Background
A shared electronic health record (SEHR) system is distinguished by its availability to multiple healthcare providers, typically working from different institutions across health services. SEHRs are intended to facilitate clinician access to past medical history (PMH) to improve patient care and/or reduce the cost of care.1 A primary reason for building an SEHR system is to ensure that important patient information is available for unscheduled care such as medical emergencies.2 3
Our previous review of SEHR use during unscheduled care found that while many SEHRs were large in scale and serviced many millions of patients, reported record utilisation rates by clinicians were variable but low.4 Higher record access rates were found in USA and Israeli healthcare maintenance organisations (16%–30%). Lower rates were reported for nation-scale systems (1.5%–2%) or when data exchange occurred between disparate provider systems. Our subsequent study of SEHR access in a hospital emergency department (ED) demonstrated that records were routinely used and usage was growing over time.5 Usage patterns revealed the highest rates for specific groups such as older or sicker patients.
It seems therefore that there are use cases where SEHR access is of higher value, and as a corollary, there should be SEHR designs that are more acceptable because they optimise support for those use cases. To clarify high-value SEHR use cases and designs, we undertook a survey of ED and urgent care (UC) clinicians across Australia and New Zealand. The study compared clinicians’ experiences using an SEHR to access PMH to those of clinicians with no current access, and explored technology adoption levers and specific design attributes that may make SEHR access most useful. We also explored related questions, including the value of accessing PMH during the COVID-19 (SARS-CoV-2) pandemic, of accessing advance care directives (ACDs), as well as the potential risks of using PMH, and specifically, whether accessing such data introduces a framing bias that negatively influences clinician decision making.6
Typically, an individual’s perceptions of a new technology change after exposure to it. In this study, we sought to compare the expectations of ED and UC clinicians without access to their patients’ PMH to the experiences of those clinicians that did have access.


In your copy, include every record exactly and no pictures.

☆ ☆ ☆ ☆ ☆ ☆ ☆

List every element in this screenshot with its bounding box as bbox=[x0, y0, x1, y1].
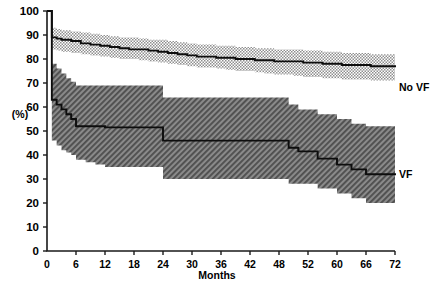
x-tick-label: 52 bbox=[302, 258, 314, 270]
y-tick-label: 100 bbox=[20, 5, 39, 17]
y-tick-label: 80 bbox=[26, 53, 39, 65]
series-label-no-vf: No VF bbox=[399, 81, 430, 93]
x-tick-label: 60 bbox=[331, 258, 343, 270]
y-tick-label: 0 bbox=[33, 245, 39, 257]
y-tick-label: 10 bbox=[26, 221, 39, 233]
x-tick-label: 42 bbox=[244, 258, 256, 270]
y-tick-label: 30 bbox=[26, 173, 39, 185]
y-tick-label: 90 bbox=[26, 29, 39, 41]
x-tick-label: 30 bbox=[186, 258, 198, 270]
confidence-bands bbox=[47, 11, 395, 203]
y-tick-label: 20 bbox=[26, 197, 39, 209]
x-tick-label: 66 bbox=[360, 258, 372, 270]
x-tick-label: 6 bbox=[73, 258, 79, 270]
x-tick-label: 0 bbox=[44, 258, 50, 270]
x-tick-label: 72 bbox=[389, 258, 401, 270]
y-axis-title: (%) bbox=[12, 108, 28, 120]
band-no-vf bbox=[47, 11, 395, 81]
series-label-vf: VF bbox=[399, 168, 413, 180]
x-tick-label: 18 bbox=[128, 258, 140, 270]
x-axis-title: Months bbox=[198, 269, 235, 281]
y-tick-label: 50 bbox=[26, 125, 39, 137]
x-tick-label: 48 bbox=[273, 258, 285, 270]
y-tick-labels: 0102030405060708090100 bbox=[20, 5, 39, 257]
chart-svg: 0102030405060708090100 06121824303642485… bbox=[0, 0, 432, 286]
x-tick-label: 24 bbox=[157, 258, 169, 270]
survival-chart: 0102030405060708090100 06121824303642485… bbox=[0, 0, 432, 286]
y-tick-label: 70 bbox=[26, 77, 39, 89]
x-tick-label: 12 bbox=[99, 258, 111, 270]
y-tick-label: 40 bbox=[26, 149, 39, 161]
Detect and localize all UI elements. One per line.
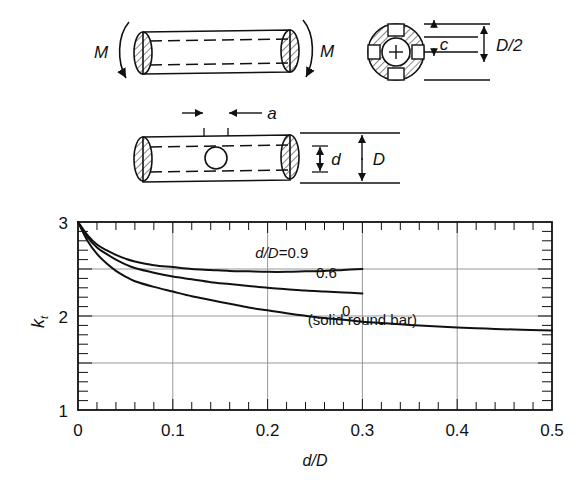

☆ ☆ ☆ ☆ ☆ ☆ ☆

Response below –
List every element in this screenshot with its bounding box as bbox=[x0, y0, x1, y1].
x-tick-label: 52 bbox=[302, 258, 314, 270]
y-tick-label: 100 bbox=[20, 5, 39, 17]
y-tick-label: 80 bbox=[26, 53, 39, 65]
series-label-no-vf: No VF bbox=[399, 81, 430, 93]
x-tick-label: 60 bbox=[331, 258, 343, 270]
y-tick-label: 0 bbox=[33, 245, 39, 257]
y-tick-label: 10 bbox=[26, 221, 39, 233]
x-tick-label: 42 bbox=[244, 258, 256, 270]
y-tick-label: 30 bbox=[26, 173, 39, 185]
y-tick-label: 90 bbox=[26, 29, 39, 41]
x-tick-label: 30 bbox=[186, 258, 198, 270]
confidence-bands bbox=[47, 11, 395, 203]
y-tick-label: 20 bbox=[26, 197, 39, 209]
x-tick-label: 66 bbox=[360, 258, 372, 270]
x-tick-label: 6 bbox=[73, 258, 79, 270]
x-tick-label: 0 bbox=[44, 258, 50, 270]
x-tick-label: 72 bbox=[389, 258, 401, 270]
y-axis-title: (%) bbox=[12, 108, 28, 120]
band-no-vf bbox=[47, 11, 395, 81]
series-label-vf: VF bbox=[399, 168, 413, 180]
x-tick-label: 18 bbox=[128, 258, 140, 270]
x-axis-title: Months bbox=[198, 269, 235, 281]
y-tick-label: 50 bbox=[26, 125, 39, 137]
x-tick-label: 48 bbox=[273, 258, 285, 270]
y-tick-labels: 0102030405060708090100 bbox=[20, 5, 39, 257]
chart-svg: 0102030405060708090100 06121824303642485… bbox=[0, 0, 432, 286]
x-tick-label: 24 bbox=[157, 258, 169, 270]
survival-chart: 0102030405060708090100 06121824303642485… bbox=[0, 0, 432, 286]
y-tick-label: 70 bbox=[26, 77, 39, 89]
x-tick-label: 12 bbox=[99, 258, 111, 270]
y-tick-label: 40 bbox=[26, 149, 39, 161]
Detect and localize all UI elements. One per line.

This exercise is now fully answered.